Nix (package manager)/ja
Nixは、Nix Expression Language で表現された再現可能なビルド命令を解析するパッケージマネージャーおよびビルドシステムであり、これは遅延評価を伴う純粋関数型言語である。Nix expressions は、依存関係を引数として取り、パッケージに対して再現可能なビルド環境derivationを作成する純粋関数[1]です。Nixは、ビルドの結果を完全な依存関係ツリーのハッシュで指定された一意のアドレスに保存し、不変のパッケージストアを作成することで、原子的な更新、ロールバックを実現する。また、異なるバージョンのパッケージを同時にインストールすることで、根本的に依存関係地獄を防ぐ。
使い方
インストール
NixOSでは、Nix は最初からインストールされている。
他の Linux ディストリビューションや macOS 上では、installation section of the Nix manualに従ってインストールできる。
Nix コマンド
Nix コマンドは、Nix リファレンスマニュアルに、主なコマンド、ユーティリティ、および実験コマンドが文書化されている。バージョン2.0(2018年2月リリース)以前は、さまざまなコマンドが存在していた。
設定
NixOS 上では、nix optionを用いてNixで設定することができる。
Standalone Nix is configured through nix.conf (usually found in /etc/nix/). Details on the available options are found in the Nix reference manual.
You can also configure Nix using Home Manager, which manages declarative environments for a single user. For system-wide configuration, you can use System Manager on Linux and nix-darwin on macOS.
Internals
Nix store
Packages built by Nix are placed in the read-only Nix store, normally found in /nix/store. Each package is given a unique address specified by a cryptographic hash followed by the package name and version, for example /nix/store/nawl092prjblbhvv16kxxbk6j9gkgcqm-git-2.14.1. These prefixes hash all the inputs to the build process, including the source files, the full dependency tree, compiler flags, etc. This allows Nix to simultaneously install different versions of the same package, and even different builds of the same version, for example variants built with different compilers. When adding, removing or updating a package, nothing is removed from the store; instead, symlinks to these packages are added, removed or changed in profiles.
Cleaning the Nix store
For information relating to cleaning the Nix store, refer to NixOS Manual: Chapter - Cleaning the Nix Store.
Nix store corruption
For information relating to fixing a corrupted Nix store, refer to NixOS Manual: Chapter - Nix Store Corruption.
Valid Nix store names
- Main article: Valid Nix store path names
Profiles
In order to construct a coherent user or system environment, Nix symlinks entries of the Nix store into profiles. These are the front-end by which Nix allows rollbacks: since the store is immutable and previous versions of profiles are kept, reverting to an earlier state is simply a matter of change the symlink to a previous profile. To be more precise, Nix symlinks binaries into entries of the Nix store representing the user environments. These user environments are then symlinked into labeled profiles stored in /nix/var/nix/profiles, which are in turn symlinked to the user's ~/.nix-profile.
Sandboxing
When sandbox builds are enabled, Nix will setup an isolated environment for each build process. It is used to remove further hidden dependencies set by the build environment to improve reproducibility. This includes access to the network during the build outside of fetch* functions and files outside the Nix store. Depending on the operating system access to other resources are blocked as well (ex. inter process communication is isolated on Linux).

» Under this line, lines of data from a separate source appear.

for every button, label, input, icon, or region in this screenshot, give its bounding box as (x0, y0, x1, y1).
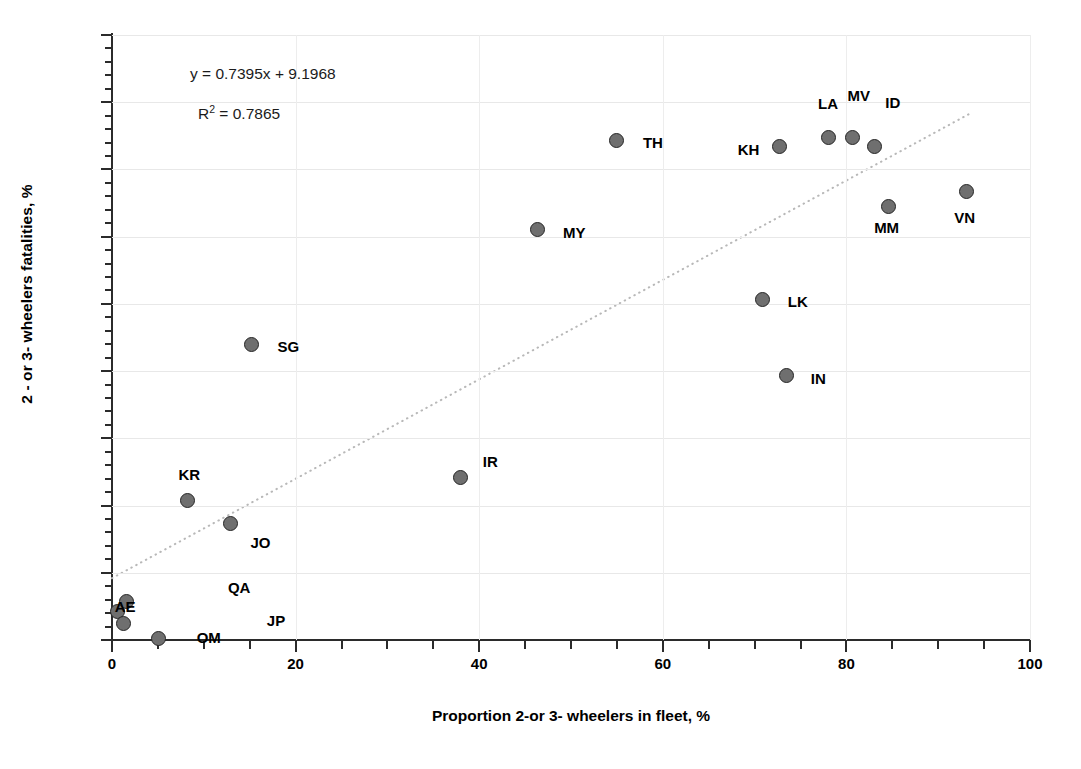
y-tick-minor (105, 343, 112, 345)
data-point-label: IR (483, 453, 498, 470)
x-tick-major (845, 641, 847, 652)
y-tick-minor (105, 330, 112, 332)
x-tick-minor (983, 641, 985, 649)
y-tick-minor (105, 289, 112, 291)
r-squared-label: R2 = 0.7865 (198, 103, 280, 123)
y-tick-major (101, 505, 112, 507)
data-point-label: AE (0, 598, 136, 615)
x-tick-label: 100 (1000, 655, 1060, 672)
y-tick-minor (105, 531, 112, 533)
x-tick-minor (937, 641, 939, 649)
y-tick-minor (105, 47, 112, 49)
y-tick-minor (105, 263, 112, 265)
data-point-label: JO (250, 534, 270, 551)
x-tick-minor (570, 641, 572, 649)
y-tick-major (101, 370, 112, 372)
data-point[interactable] (453, 470, 468, 485)
y-tick-major (101, 34, 112, 36)
y-tick-major (101, 437, 112, 439)
x-tick-label: 20 (266, 655, 326, 672)
gridline-horizontal (112, 438, 1030, 439)
x-tick-minor (249, 641, 251, 649)
y-tick-minor (105, 397, 112, 399)
data-point[interactable] (821, 130, 836, 145)
data-point-label: VN (925, 209, 1005, 226)
data-point-label: SG (278, 338, 300, 355)
gridline-vertical (479, 35, 480, 640)
x-tick-label: 80 (816, 655, 876, 672)
data-point-label: MM (847, 219, 927, 236)
y-tick-major (101, 303, 112, 305)
data-point[interactable] (845, 130, 860, 145)
x-tick-major (478, 641, 480, 652)
x-tick-minor (891, 641, 893, 649)
x-tick-minor (616, 641, 618, 649)
y-tick-minor (105, 626, 112, 628)
x-tick-label: 40 (449, 655, 509, 672)
gridline-vertical (1030, 35, 1031, 640)
data-point[interactable] (116, 616, 131, 631)
x-tick-minor (524, 641, 526, 649)
data-point-label: JP (267, 612, 285, 629)
data-point-label: LK (788, 293, 808, 310)
x-tick-major (662, 641, 664, 652)
y-tick-minor (105, 249, 112, 251)
y-tick-minor (105, 222, 112, 224)
x-tick-minor (800, 641, 802, 649)
y-tick-major (101, 168, 112, 170)
data-point-label: ID (853, 94, 933, 111)
y-tick-minor (105, 115, 112, 117)
gridline-vertical (846, 35, 847, 640)
x-tick-major (295, 641, 297, 652)
gridline-horizontal (112, 304, 1030, 305)
y-tick-major (101, 101, 112, 103)
x-axis-title: Proportion 2-or 3- wheelers in fleet, % (112, 707, 1030, 725)
x-tick-label: 60 (633, 655, 693, 672)
data-point-label: OM (197, 629, 221, 646)
data-point-label: KR (149, 466, 229, 483)
y-tick-minor (105, 195, 112, 197)
y-tick-minor (105, 451, 112, 453)
y-tick-minor (105, 128, 112, 130)
x-tick-minor (754, 641, 756, 649)
y-tick-minor (105, 585, 112, 587)
y-tick-minor (105, 209, 112, 211)
y-tick-minor (105, 384, 112, 386)
y-tick-minor (105, 88, 112, 90)
y-tick-minor (105, 410, 112, 412)
data-point[interactable] (151, 631, 166, 646)
y-tick-minor (105, 464, 112, 466)
data-point-label: QA (228, 579, 251, 596)
x-tick-minor (386, 641, 388, 649)
data-point[interactable] (867, 139, 882, 154)
data-point[interactable] (779, 368, 794, 383)
x-tick-minor (708, 641, 710, 649)
x-tick-minor (432, 641, 434, 649)
x-tick-major (111, 641, 113, 652)
gridline-vertical (663, 35, 664, 640)
y-tick-minor (105, 182, 112, 184)
y-tick-minor (105, 478, 112, 480)
y-tick-minor (105, 61, 112, 63)
x-tick-major (1029, 641, 1031, 652)
data-point[interactable] (530, 222, 545, 237)
data-point[interactable] (755, 292, 770, 307)
gridline-horizontal (112, 35, 1030, 36)
y-tick-minor (105, 357, 112, 359)
gridline-horizontal (112, 573, 1030, 574)
y-tick-minor (105, 491, 112, 493)
data-point-label: IN (811, 370, 826, 387)
x-tick-minor (341, 641, 343, 649)
y-tick-minor (105, 276, 112, 278)
regression-equation: y = 0.7395x + 9.1968 (190, 65, 336, 83)
gridline-horizontal (112, 169, 1030, 170)
chart-container: 2 - or 3- wheelers fatalities, % Proport… (0, 0, 1081, 769)
data-point[interactable] (959, 184, 974, 199)
data-point[interactable] (223, 516, 238, 531)
y-tick-minor (105, 518, 112, 520)
data-point[interactable] (881, 199, 896, 214)
y-tick-major (101, 236, 112, 238)
data-point[interactable] (772, 139, 787, 154)
gridline-horizontal (112, 371, 1030, 372)
data-point[interactable] (244, 337, 259, 352)
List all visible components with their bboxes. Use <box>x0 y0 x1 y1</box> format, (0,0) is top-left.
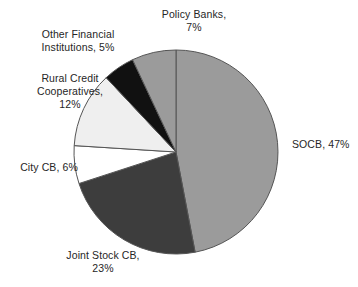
slice-label-other-financial-institutions: Other Financial Institutions, 5% <box>16 28 140 54</box>
slice-label-socb: SOCB, 47% <box>292 138 356 151</box>
pie-slice-socb <box>176 50 278 252</box>
slice-label-joint-stock-cb: Joint Stock CB, 23% <box>42 249 164 275</box>
slice-label-policy-banks: Policy Banks, 7% <box>142 8 246 34</box>
pie-chart: Policy Banks, 7% Other Financial Institu… <box>0 0 358 287</box>
slice-label-city-cb: City CB, 6% <box>2 161 96 174</box>
slice-label-rural-credit-cooperatives: Rural Credit Cooperatives, 12% <box>8 72 132 111</box>
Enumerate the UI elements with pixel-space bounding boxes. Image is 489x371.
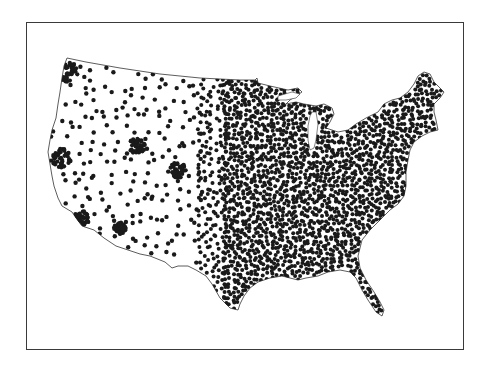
us-dot-density-map [0, 0, 489, 371]
population-dots [49, 61, 443, 315]
lake-lake-michigan [308, 112, 318, 150]
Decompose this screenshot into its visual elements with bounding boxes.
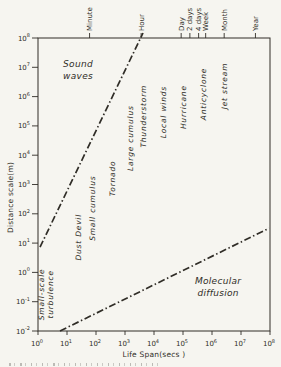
y-axis-title: Distance scale(m) xyxy=(6,138,15,258)
label-hurricane: Hurricane xyxy=(179,85,188,129)
x-tick-label: 102 xyxy=(89,338,101,349)
top-tick-label-year: Year xyxy=(252,16,260,32)
y-tick-label: 105 xyxy=(18,120,30,131)
x-tick-label: 105 xyxy=(176,338,188,349)
label-dust-devil: Dust Devil xyxy=(74,214,83,261)
y-tick-label: 107 xyxy=(18,61,30,72)
label-anticyclone: Anticyclone xyxy=(199,68,208,121)
y-tick-label: 103 xyxy=(18,179,30,190)
top-tick-label-week: Week xyxy=(202,11,210,31)
x-tick-label: 103 xyxy=(118,338,130,349)
label-thunderstorm: Thunderstorm xyxy=(139,85,148,148)
top-tick-label-month: Month xyxy=(221,9,229,31)
label-local-winds: Local winds xyxy=(159,86,168,138)
top-tick-label-day: Day xyxy=(178,17,186,31)
figure-page: 10810710610510410310210110010-110-210010… xyxy=(0,0,281,367)
x-tick-label: 104 xyxy=(147,338,159,349)
y-tick-label: 10-1 xyxy=(16,296,30,307)
y-tick-label: 10-2 xyxy=(16,325,30,336)
label-small-scale-turbulence: Small-scaleturbulence xyxy=(37,269,55,321)
cropped-caption-remnant xyxy=(9,363,159,366)
x-tick-label: 100 xyxy=(31,338,43,349)
x-tick-label: 108 xyxy=(263,338,275,349)
x-tick-label: 101 xyxy=(60,338,72,349)
y-tick-label: 104 xyxy=(18,149,30,160)
label-small-cumulus: Small cumulus xyxy=(88,176,97,241)
label-large-cumulus: Large cumulus xyxy=(126,105,135,171)
top-tick-label-2-days: 2 days xyxy=(186,7,194,31)
y-tick-label: 106 xyxy=(18,91,30,102)
y-tick-label: 102 xyxy=(18,208,30,219)
top-tick-label-minute: Minute xyxy=(86,7,94,31)
x-tick-label: 106 xyxy=(205,338,217,349)
y-tick-label: 108 xyxy=(18,32,30,43)
chart-canvas: 10810710610510410310210110010-110-210010… xyxy=(0,0,281,367)
label-molecular-diffusion: Moleculardiffusion xyxy=(195,276,242,298)
top-tick-label-hour: Hour xyxy=(138,14,146,31)
label-jet-stream: Jet stream xyxy=(220,63,229,112)
x-tick-label: 107 xyxy=(234,338,246,349)
label-tornado: Tornado xyxy=(108,161,117,197)
x-axis-title: Life Span(secs ) xyxy=(38,350,270,359)
y-tick-label: 100 xyxy=(18,266,30,277)
y-tick-label: 101 xyxy=(18,237,30,248)
label-sound-waves: Soundwaves xyxy=(63,59,93,81)
plot-frame xyxy=(38,38,270,331)
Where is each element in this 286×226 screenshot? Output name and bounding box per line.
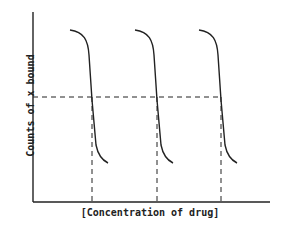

Sandboxing is enabled by default on Linux, and disabled by default on macOS.
In pull requests for Nixpkgs people are asked to test builds with sandboxing enabled (see Tested using sandboxing in the pull request template) because in official Hydra builds sandboxing is also used.
To configure Nix for sandboxing, set sandbox = true in /etc/nix/nix.conf; to configure NixOS for sandboxing set nix.useSandbox = true; in configuration.nix. The nix.useSandbox option is true by default since NixOS 17.09.
Alternative Interpreters
There is an ongoing effort to reimplement Nix, from the ground up, in Rust.
There is also a community-led fork of Nix 2.18 named Lix, focused on correctness, usability, and growth. While it has also ported some components of Nix to Rust, it is not a ground-up rewrite like Tvix.
Earlier attempts can be found on riir-nix
Notes
- ↑ 変数は不変で、引数が変化しない場合、関数は常に同じ値を返す。